I just turned off the latest episode of The Proffessors a few minutes in after Anthony complained about the Jund matchup being “random” and flashed Bituminous Blast and Bloodbraid on the screen. While I appreciate Anthony’s production quality, this is one more in a chain of people complaining about Jund on the basis of it being basically braindead to play.
I think it’s the Bituminous Blast that just did it for me this time. Here’s PT San Diego champion Simon Gortzen’s Jund list:
18 Creatures: |
4× Bloodbraid Elf |
3× Broodmate Dragon |
4× Putrid Leech |
3× Siege-Gang Commander |
4× Sprouting Thrinax |
15 Spells: |
4× Blightning |
2× Garruk Wildspeaker |
4× Lightning Bolt |
3× Maelstrom Pulse |
2× Rampant Growth |
27 Land: |
2× Dragonskull Summit |
4× Forest |
2× Lavaclaw Reaches |
3× Mountain |
4× Raging Ravine |
Rootbound Crag |
4× Savage Lands |
3× Swamp |
4× Verdant Catacombs |
15 Sideboard: |
4× Deathmark |
4× Great Sable Stag |
Maelstrom Pulse |
3× Master of the Wild Hunt |
Pithing Needle |
2× Terminate |
Notice the absence of Bituminous Blast anywhere in that list. Indeed, Simon’s main deck is relatively “removal light,” running just Bolts and Pulses, where other Jund lists run Terminates and Bituminous Blasts as well. Gortzen also chose to run twenty-seven lands and two copies of Rampant Growth, putting the emphasis on smooth mana progression.
I’m not really surprised by that choice.
As Mike Flores pointed out, Gortzen also made sound strategic choices with how he played his cards, keeping his Blightnings in hand to use as planeswalker removal rather than just autopiloting them out on turn three. You’ll notice this in playing against Jund players as well. When your opponent just runs on autopilot, it’s easy to beat them.
The idea that Jund plays itself, or is just “random,” fundamentally misunderstands how the deck works. In playing against Jund, you should take a page from Nassim Taleb and assume that their Bloodbraids will hit the “worst case” for you. Likewise, in playing Jund, you should assume that your Bloodbraids are likely to be blanks, and plan accordingly.
The complaints about Jund now sound a lot like the complaints during Pro Tour Honolulu about cascade generally. I actually enjoy playing with and against Jund, and I think Simon Gortzen made a tremendous update to the deck and played quite cleverly.
I understand that players get a little bored when there seem to be “only a few” viable deck types in Standard. This is in one sense a product of the size of the card pools. There are just a handful of reasonable decks in Block, more in Standard, many more in Extended, and tremendously more in Legacy. However, it’s also a confluence of other factors such as the fact that not everyone feels like designing and testing a deck, so reasonably stable designs are going to see a lot of play from people who just want to play.
I’d also suggest that the perception that there are just a few dominant decks relies on a very shallow review of the decks, as I alluded to above. Gortzen’s Jund is a significant update on pre-Worldwake Jund. Indeed, it relies critically on new cards from Worldwake, and does not just “autopilot” on the prior Jund plan. As someone who pretty reliably plays novel or semi-novel deck designs, I have a great deal of appreciation for players who can tweak or significantly update a known archetype to deal with a shifting metagame or to accommodate a new set.
It’s only “Jund wins again” if you’re not paying attention. If you’re so inclined, go back to the Pro Tour San Diego coverage and compare the top Standard lists to all the others. There are differences there, and they’re interesting and fun.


> Task to carry out
Give the data again word for word; drop the pictures.

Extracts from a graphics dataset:

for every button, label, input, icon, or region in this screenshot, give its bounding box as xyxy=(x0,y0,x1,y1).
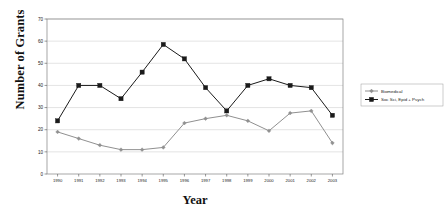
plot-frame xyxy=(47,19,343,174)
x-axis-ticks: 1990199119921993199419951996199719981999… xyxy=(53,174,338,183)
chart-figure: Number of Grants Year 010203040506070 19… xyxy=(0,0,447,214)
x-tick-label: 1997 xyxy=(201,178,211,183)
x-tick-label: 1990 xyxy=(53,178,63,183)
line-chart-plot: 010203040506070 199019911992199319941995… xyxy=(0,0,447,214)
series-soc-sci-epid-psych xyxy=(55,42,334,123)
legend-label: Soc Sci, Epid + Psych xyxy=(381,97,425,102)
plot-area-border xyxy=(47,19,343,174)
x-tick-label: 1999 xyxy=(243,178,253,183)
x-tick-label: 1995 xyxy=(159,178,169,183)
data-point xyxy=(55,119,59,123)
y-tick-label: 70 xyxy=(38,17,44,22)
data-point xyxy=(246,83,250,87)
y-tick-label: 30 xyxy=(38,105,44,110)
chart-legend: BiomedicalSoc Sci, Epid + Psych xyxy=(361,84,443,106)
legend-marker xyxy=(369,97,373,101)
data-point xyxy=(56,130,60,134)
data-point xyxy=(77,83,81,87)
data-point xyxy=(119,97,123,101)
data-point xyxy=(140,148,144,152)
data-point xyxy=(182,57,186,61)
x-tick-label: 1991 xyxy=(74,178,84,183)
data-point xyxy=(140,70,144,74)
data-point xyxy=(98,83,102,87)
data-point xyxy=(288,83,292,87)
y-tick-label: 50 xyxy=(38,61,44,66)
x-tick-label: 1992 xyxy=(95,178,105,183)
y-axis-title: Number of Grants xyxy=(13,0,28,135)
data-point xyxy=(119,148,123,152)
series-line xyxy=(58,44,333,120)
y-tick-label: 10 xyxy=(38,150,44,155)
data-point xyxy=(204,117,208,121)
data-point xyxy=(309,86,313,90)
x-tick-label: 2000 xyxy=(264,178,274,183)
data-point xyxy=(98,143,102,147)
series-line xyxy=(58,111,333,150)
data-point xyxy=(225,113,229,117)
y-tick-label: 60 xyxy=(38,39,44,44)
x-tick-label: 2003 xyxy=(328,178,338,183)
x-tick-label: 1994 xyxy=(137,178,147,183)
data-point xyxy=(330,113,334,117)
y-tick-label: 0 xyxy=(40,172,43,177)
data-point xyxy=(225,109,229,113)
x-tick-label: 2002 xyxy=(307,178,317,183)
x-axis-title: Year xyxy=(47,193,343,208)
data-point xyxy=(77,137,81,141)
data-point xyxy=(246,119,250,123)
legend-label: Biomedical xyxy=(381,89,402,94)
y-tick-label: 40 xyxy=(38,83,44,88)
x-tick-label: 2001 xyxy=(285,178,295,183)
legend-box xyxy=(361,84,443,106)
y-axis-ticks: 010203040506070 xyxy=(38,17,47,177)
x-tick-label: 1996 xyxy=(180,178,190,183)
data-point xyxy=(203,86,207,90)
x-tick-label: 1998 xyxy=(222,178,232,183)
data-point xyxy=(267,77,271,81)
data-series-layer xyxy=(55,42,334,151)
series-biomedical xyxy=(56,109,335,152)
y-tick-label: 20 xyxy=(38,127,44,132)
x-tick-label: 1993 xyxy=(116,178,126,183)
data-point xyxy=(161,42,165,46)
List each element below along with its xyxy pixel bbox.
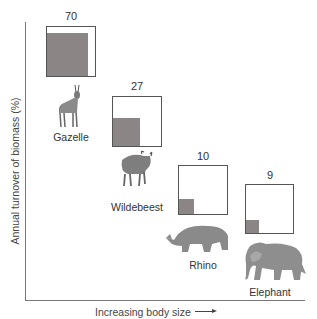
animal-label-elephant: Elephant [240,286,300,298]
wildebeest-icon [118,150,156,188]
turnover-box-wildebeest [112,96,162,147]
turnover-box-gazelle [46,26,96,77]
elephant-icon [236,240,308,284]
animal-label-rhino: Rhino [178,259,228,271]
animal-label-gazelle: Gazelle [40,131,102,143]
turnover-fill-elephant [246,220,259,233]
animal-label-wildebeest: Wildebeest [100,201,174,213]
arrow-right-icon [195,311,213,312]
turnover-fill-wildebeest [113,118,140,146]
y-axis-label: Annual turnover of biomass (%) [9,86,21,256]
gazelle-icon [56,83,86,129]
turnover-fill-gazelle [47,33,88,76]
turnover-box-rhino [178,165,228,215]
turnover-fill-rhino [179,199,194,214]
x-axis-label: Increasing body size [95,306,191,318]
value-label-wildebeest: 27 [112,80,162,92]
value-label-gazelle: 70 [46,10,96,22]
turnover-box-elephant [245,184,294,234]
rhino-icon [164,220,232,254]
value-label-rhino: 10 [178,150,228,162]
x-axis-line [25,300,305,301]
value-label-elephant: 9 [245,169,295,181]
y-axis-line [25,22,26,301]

> Task result
for every button, label, input, icon, or region in this screenshot, give its bounding box as xyxy=(x0,y0,x1,y1).
plot-frame xyxy=(47,19,343,174)
x-axis-ticks: 1990199119921993199419951996199719981999… xyxy=(53,174,338,183)
chart-figure: Number of Grants Year 010203040506070 19… xyxy=(0,0,447,214)
x-tick-label: 1997 xyxy=(201,178,211,183)
x-tick-label: 1990 xyxy=(53,178,63,183)
line-chart-plot: 010203040506070 199019911992199319941995… xyxy=(0,0,447,214)
series-soc-sci-epid-psych xyxy=(55,42,334,123)
legend-label: Soc Sci, Epid + Psych xyxy=(381,97,425,102)
plot-area-border xyxy=(47,19,343,174)
x-tick-label: 1999 xyxy=(243,178,253,183)
x-tick-label: 1995 xyxy=(159,178,169,183)
data-point xyxy=(55,119,59,123)
y-tick-label: 70 xyxy=(38,17,44,22)
data-point xyxy=(246,83,250,87)
y-tick-label: 30 xyxy=(38,105,44,110)
chart-legend: BiomedicalSoc Sci, Epid + Psych xyxy=(361,84,443,106)
legend-marker xyxy=(369,97,373,101)
data-point xyxy=(56,130,60,134)
data-point xyxy=(77,83,81,87)
data-point xyxy=(119,97,123,101)
data-point xyxy=(140,148,144,152)
data-point xyxy=(182,57,186,61)
x-tick-label: 1991 xyxy=(74,178,84,183)
data-point xyxy=(140,70,144,74)
data-point xyxy=(98,83,102,87)
data-point xyxy=(288,83,292,87)
y-tick-label: 50 xyxy=(38,61,44,66)
x-tick-label: 1992 xyxy=(95,178,105,183)
y-axis-title: Number of Grants xyxy=(13,0,28,135)
data-point xyxy=(119,148,123,152)
series-line xyxy=(58,44,333,120)
y-tick-label: 10 xyxy=(38,150,44,155)
data-point xyxy=(204,117,208,121)
data-point xyxy=(309,86,313,90)
x-tick-label: 2000 xyxy=(264,178,274,183)
data-point xyxy=(98,143,102,147)
series-line xyxy=(58,111,333,150)
data-point xyxy=(225,113,229,117)
y-tick-label: 60 xyxy=(38,39,44,44)
x-tick-label: 2003 xyxy=(328,178,338,183)
x-tick-label: 1994 xyxy=(137,178,147,183)
data-point xyxy=(330,113,334,117)
y-tick-label: 0 xyxy=(40,172,43,177)
data-point xyxy=(225,109,229,113)
x-tick-label: 2002 xyxy=(307,178,317,183)
x-axis-title: Year xyxy=(47,193,343,208)
data-point xyxy=(77,137,81,141)
data-point xyxy=(246,119,250,123)
legend-label: Biomedical xyxy=(381,89,402,94)
y-tick-label: 40 xyxy=(38,83,44,88)
x-tick-label: 2001 xyxy=(285,178,295,183)
legend-box xyxy=(361,84,443,106)
y-axis-ticks: 010203040506070 xyxy=(38,17,47,177)
x-tick-label: 1996 xyxy=(180,178,190,183)
data-point xyxy=(203,86,207,90)
x-tick-label: 1998 xyxy=(222,178,232,183)
data-point xyxy=(267,77,271,81)
data-series-layer xyxy=(55,42,334,151)
series-biomedical xyxy=(56,109,335,152)
y-tick-label: 20 xyxy=(38,127,44,132)
x-tick-label: 1993 xyxy=(116,178,126,183)
data-point xyxy=(161,42,165,46)
List each element below along with its xyxy pixel bbox.
animal-label-elephant: Elephant [240,286,300,298]
wildebeest-icon [118,150,156,188]
turnover-box-wildebeest [112,96,162,147]
turnover-box-gazelle [46,26,96,77]
elephant-icon [236,240,308,284]
animal-label-rhino: Rhino [178,259,228,271]
animal-label-gazelle: Gazelle [40,131,102,143]
turnover-fill-elephant [246,220,259,233]
animal-label-wildebeest: Wildebeest [100,201,174,213]
arrow-right-icon [195,311,213,312]
turnover-fill-wildebeest [113,118,140,146]
y-axis-label: Annual turnover of biomass (%) [9,86,21,256]
gazelle-icon [56,83,86,129]
turnover-fill-gazelle [47,33,88,76]
turnover-box-rhino [178,165,228,215]
turnover-fill-rhino [179,199,194,214]
x-axis-label: Increasing body size [95,306,191,318]
value-label-wildebeest: 27 [112,80,162,92]
value-label-gazelle: 70 [46,10,96,22]
turnover-box-elephant [245,184,294,234]
rhino-icon [164,220,232,254]
value-label-rhino: 10 [178,150,228,162]
x-axis-line [25,300,305,301]
value-label-elephant: 9 [245,169,295,181]
y-axis-line [25,22,26,301]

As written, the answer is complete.